The new building will be owned by the Magnes’ legacy organization, the Magnes Museum Foundation. About 10,000 works of art and artifacts will be on display once the renovation is completed in spring 2011.

“The Magnes … will be a unit operated by U.C. Berkeley, and fundraising will be done jointly by the foundation and U.C. Berkeley,” Efimova said.

Magnes will lease the building to U.C. Berkeley for one dollar per year for 60 years. What happens thereafter is not yet known.

The art and artifacts displayed in the Allston Way location will be managed by U.C. Berkeley.

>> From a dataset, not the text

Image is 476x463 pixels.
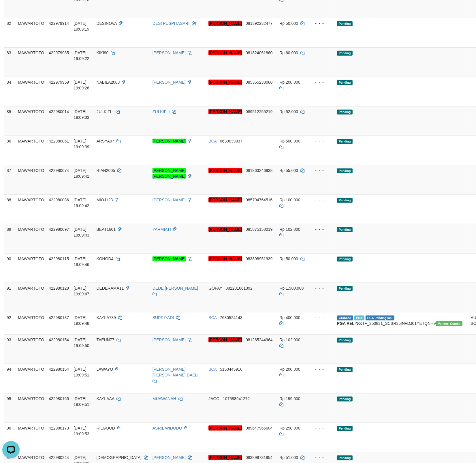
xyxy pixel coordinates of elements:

All rare books and the archives of the Magnes’ Western Jewish History Center will become a part of the university’s Bancroft Library.

While the collection will become part of U.C. Berkeley, key Magnes employees most likely will be employed by the university to oversee parts of the collection, said Frances Dinkelspiel, president of the Magnes.

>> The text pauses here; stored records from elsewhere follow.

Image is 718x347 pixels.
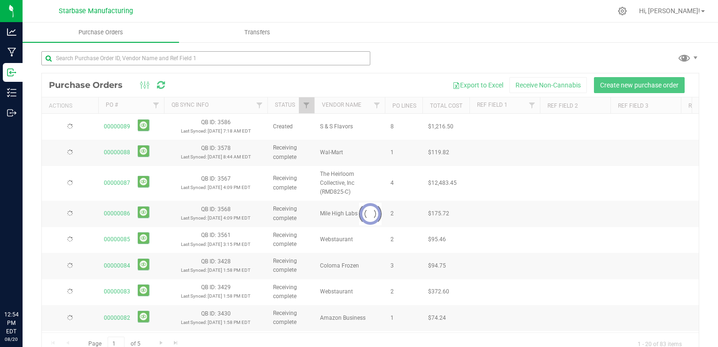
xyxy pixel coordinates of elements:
span: Transfers [232,28,283,37]
inline-svg: Manufacturing [7,47,16,57]
div: Manage settings [617,7,629,16]
iframe: Resource center [9,272,38,300]
span: Purchase Orders [66,28,136,37]
p: 08/20 [4,336,18,343]
a: Purchase Orders [23,23,179,42]
inline-svg: Analytics [7,27,16,37]
input: Search Purchase Order ID, Vendor Name and Ref Field 1 [41,51,370,65]
a: Transfers [179,23,336,42]
inline-svg: Inbound [7,68,16,77]
inline-svg: Inventory [7,88,16,97]
span: Hi, [PERSON_NAME]! [639,7,701,15]
inline-svg: Outbound [7,108,16,118]
iframe: Resource center unread badge [28,270,39,282]
p: 12:54 PM EDT [4,310,18,336]
span: Starbase Manufacturing [59,7,133,15]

“We’re not just going to give this to U.C. We have to handle to collection, manage it, take care of it — that’s the grand plan,” she said.

At 18,000 square feet, the new facility will be more than twice the size of the Russell Street location, finally allowing the Magnes to offer sizeable public programs and display a much larger proportion of its collection.

“I’m excited that the Magnes will finally … be accessible and have visibility, a public presence, which has been the challenge the museum has tried to solve for the last 15 years,” Effimova said. “Our other challenge was to ensure a sustainable operating model,” and joining forces with U.C. Berkeley has solved both issues, she said.

The Magnes is finalizing a number of agreements with the university. By June, all of the museum’s collections and archives will be moved out of the English Manor-style home on Russell Street.

The four-story, 8,500-square-foot structure stands on half an acre in the Elmwood-Claremont district of Berkeley. It was built in 1908 for Jeremiah Burke, a tax attorney for the Southern Pacific Railroad, and his wife, Elizabeth.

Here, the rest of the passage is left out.